5 uniquely Las Vegas pool parties

Jamie lee Jurbala dances poolside during the opening day of Nikki Beach at Tropicana Las Vegas Friday, May 27, 2011.

Today’s Strip pool parties are a much different scene than the resort pools of yesteryear, where the high roller’s wife might park herself for a tan and an umbrella drink before meeting her husband for a show and dinner after a day of gambling. These pools have their own entrance lines with velvet ropes at the door and have the ability to charge night life prices, raking in as much as, if not more, than some of the city’s biggest nightclubs on busy weekend afternoons. They blur the lines of the city’s megaclubs and hotel pools, creating a whole new category of entertainment: The dayclub.

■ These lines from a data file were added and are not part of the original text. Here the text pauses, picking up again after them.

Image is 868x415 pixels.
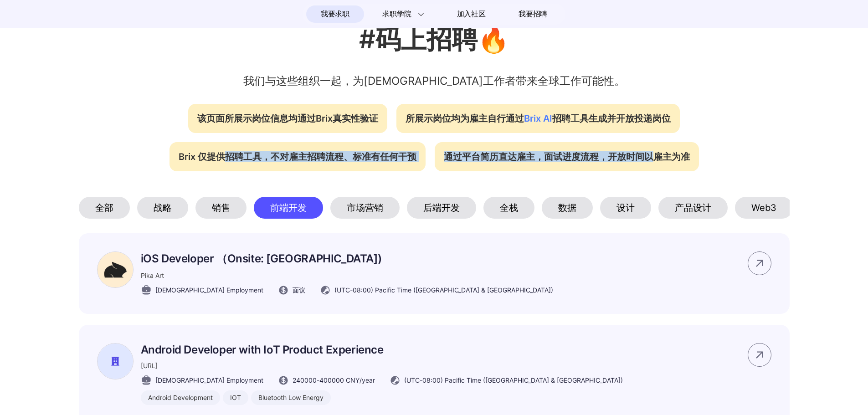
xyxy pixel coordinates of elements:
div: IOT [223,391,248,405]
span: 求职学院 [382,9,411,20]
div: 全栈 [484,197,534,219]
div: 战略 [137,197,189,219]
span: 我要招聘 [519,9,547,20]
span: (UTC-08:00) Pacific Time ([GEOGRAPHIC_DATA] & [GEOGRAPHIC_DATA]) [404,376,623,385]
div: 前端开发 [254,197,323,219]
div: 设计 [600,197,651,219]
span: Brix AI [524,113,553,124]
div: 所展示岗位均为雇主自行通过 招聘工具生成并开放投递岗位 [397,104,680,133]
p: iOS Developer （Onsite: [GEOGRAPHIC_DATA]) [141,252,553,266]
div: 该页面所展示岗位信息均通过Brix真实性验证 [189,104,387,133]
p: Android Developer with IoT Product Experience [141,343,623,357]
span: 240000 - 400000 CNY /year [292,376,375,385]
span: [URL] [141,362,158,370]
span: [DEMOGRAPHIC_DATA] Employment [155,285,263,295]
div: Android Development [141,391,220,405]
span: 加入社区 [457,7,486,22]
span: 我要求职 [321,7,349,22]
div: Bluetooth Low Energy [251,391,331,405]
div: Brix 仅提供招聘工具，不对雇主招聘流程、标准有任何干预 [170,142,426,172]
div: 销售 [195,197,247,219]
div: 后端开发 [407,197,476,219]
div: 全部 [79,197,130,219]
div: Web3 [735,197,793,219]
div: 数据 [542,197,593,219]
span: 面议 [292,285,305,295]
div: 通过平台简历直达雇主，面试进度流程，开放时间以雇主为准 [435,142,699,172]
span: Pika Art [141,272,164,279]
span: [DEMOGRAPHIC_DATA] Employment [155,376,263,385]
span: (UTC-08:00) Pacific Time ([GEOGRAPHIC_DATA] & [GEOGRAPHIC_DATA]) [334,285,553,295]
div: 产品设计 [658,197,728,219]
div: 市场营销 [330,197,399,219]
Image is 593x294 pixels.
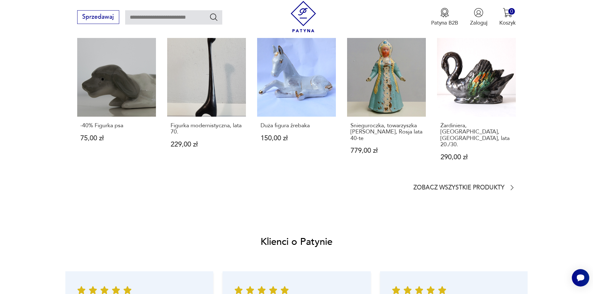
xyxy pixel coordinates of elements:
[413,185,504,190] p: Zobacz wszystkie produkty
[499,8,516,26] button: 0Koszyk
[470,8,487,26] button: Zaloguj
[260,123,333,129] p: Duża figura źrebaka
[260,135,333,142] p: 150,00 zł
[392,286,400,294] img: Ikona gwiazdy
[288,1,319,32] img: Patyna - sklep z meblami i dekoracjami vintage
[413,184,516,191] a: Zobacz wszystkie produkty
[508,8,515,15] div: 0
[77,38,156,175] a: -40% Figurka psa-40% Figurka psa75,00 zł
[124,286,131,294] img: Ikona gwiazdy
[101,286,108,294] img: Ikona gwiazdy
[281,286,289,294] img: Ikona gwiazdy
[440,8,449,17] img: Ikona medalu
[431,19,458,26] p: Patyna B2B
[437,38,516,175] a: Żardiniera, Thulin, Belgia, lata 20./30.Żardiniera, [GEOGRAPHIC_DATA], [GEOGRAPHIC_DATA], lata 20...
[80,135,152,142] p: 75,00 zł
[171,123,243,135] p: Figurka modernistyczna, lata 70.
[112,286,120,294] img: Ikona gwiazdy
[246,286,254,294] img: Ikona gwiazdy
[426,286,434,294] img: Ikona gwiazdy
[269,286,277,294] img: Ikona gwiazdy
[350,123,423,142] p: Snieguroczka, towarzyszka [PERSON_NAME], Rosja lata 40-te
[77,10,119,24] button: Sprzedawaj
[89,286,97,294] img: Ikona gwiazdy
[80,123,152,129] p: -40% Figurka psa
[470,19,487,26] p: Zaloguj
[403,286,411,294] img: Ikona gwiazdy
[209,12,218,21] button: Szukaj
[503,8,512,17] img: Ikona koszyka
[258,286,265,294] img: Ikona gwiazdy
[171,141,243,148] p: 229,00 zł
[257,38,336,175] a: Duża figura źrebakaDuża figura źrebaka150,00 zł
[235,286,242,294] img: Ikona gwiazdy
[440,123,513,148] p: Żardiniera, [GEOGRAPHIC_DATA], [GEOGRAPHIC_DATA], lata 20./30.
[438,286,446,294] img: Ikona gwiazdy
[260,236,332,248] h2: Klienci o Patynie
[350,148,423,154] p: 779,00 zł
[431,8,458,26] a: Ikona medaluPatyna B2B
[474,8,483,17] img: Ikonka użytkownika
[77,15,119,20] a: Sprzedawaj
[167,38,246,175] a: Figurka modernistyczna, lata 70.Figurka modernistyczna, lata 70.229,00 zł
[499,19,516,26] p: Koszyk
[77,286,85,294] img: Ikona gwiazdy
[431,8,458,26] button: Patyna B2B
[347,38,426,175] a: Snieguroczka, towarzyszka Deda Moroza, Rosja lata 40-teSnieguroczka, towarzyszka [PERSON_NAME], R...
[572,269,589,287] iframe: Smartsupp widget button
[440,154,513,161] p: 290,00 zł
[415,286,423,294] img: Ikona gwiazdy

Here are five pool parties that are uniquely Las Vegas:

  • Encore Beach Club

    Casino mogul Steve Wynn stepped into the pool party game in May 2010, in true Steve Wynn fashion, spending $68 million to turn the former entrance of his $2.3 billion Encore Las Vegas into the massive and ultra luxurious Encore Beach Club. The venue is the most expensive pool party venue on the Strip to date. Encore Beach Club features 26 cabanas, many of which are Strip-front, and eight two-story, 350-square-foot bungalows with private pools and private bathrooms that garner five-digit tabs on some weekends.

  • Marquee dayclub

    Tao Group recently opened its second pool party venue this spring, Marquee at Cosmopolitan. The $60 million venue is part pool club, part nightclub with 22,000 square feet of the 60,000-foot facility dedicated to daylife. It’s 4,000 square feet larger than Tao Beach and features two main pools with eight additional private pools in the VIP cabanas. Marquee is house music-driven venue, hosting some of the most popular electronica DJs in the world.

  • Rehab

    Rehab at Hard Rock is the pool party that started them all. The weekly party, which started in 2004, is now in its eighth season and more popular than ever. Patrons line up hours before the pool opens and by the end of the day, the venue has hosted more than 5,000 partygoers on a busy Sunday. Cover charge can go as high as $100, depending the celebrity host, and anything else (towels, drinks, chairs) is extra. Rehab requires its VIP cabana patrons to spend between $1,000 and $20,000 in food and beverage minimums.

  • Nikki Beach

    The Internationally-known Nikki Beach brand landed at the Tropicana this spring. The brand operates clubs in Miami, St. Tropez, Cabo San Lucas and is opening several luxury resorts in Eastern Europe and the Middle East. But this pool party is going after a different crowd than others in Las Vegas: the 30- to 40-year-old jet-setter crowd. “We aren’t going to be the most expensive in town, but we will be more mature,” Nikki Beach co-owner Mike Penrod said.

  • Bare

    Bare at the Mirage, operated by Light Group, is one of the few topless pool parties on the Strip. The pool has more of secluded, discrete vibe because of the European-style sunbathing. Bare features two dipping pools and several daybeds and cabanas. The venue also plays host to celebrities, reality TV stars and guest DJs.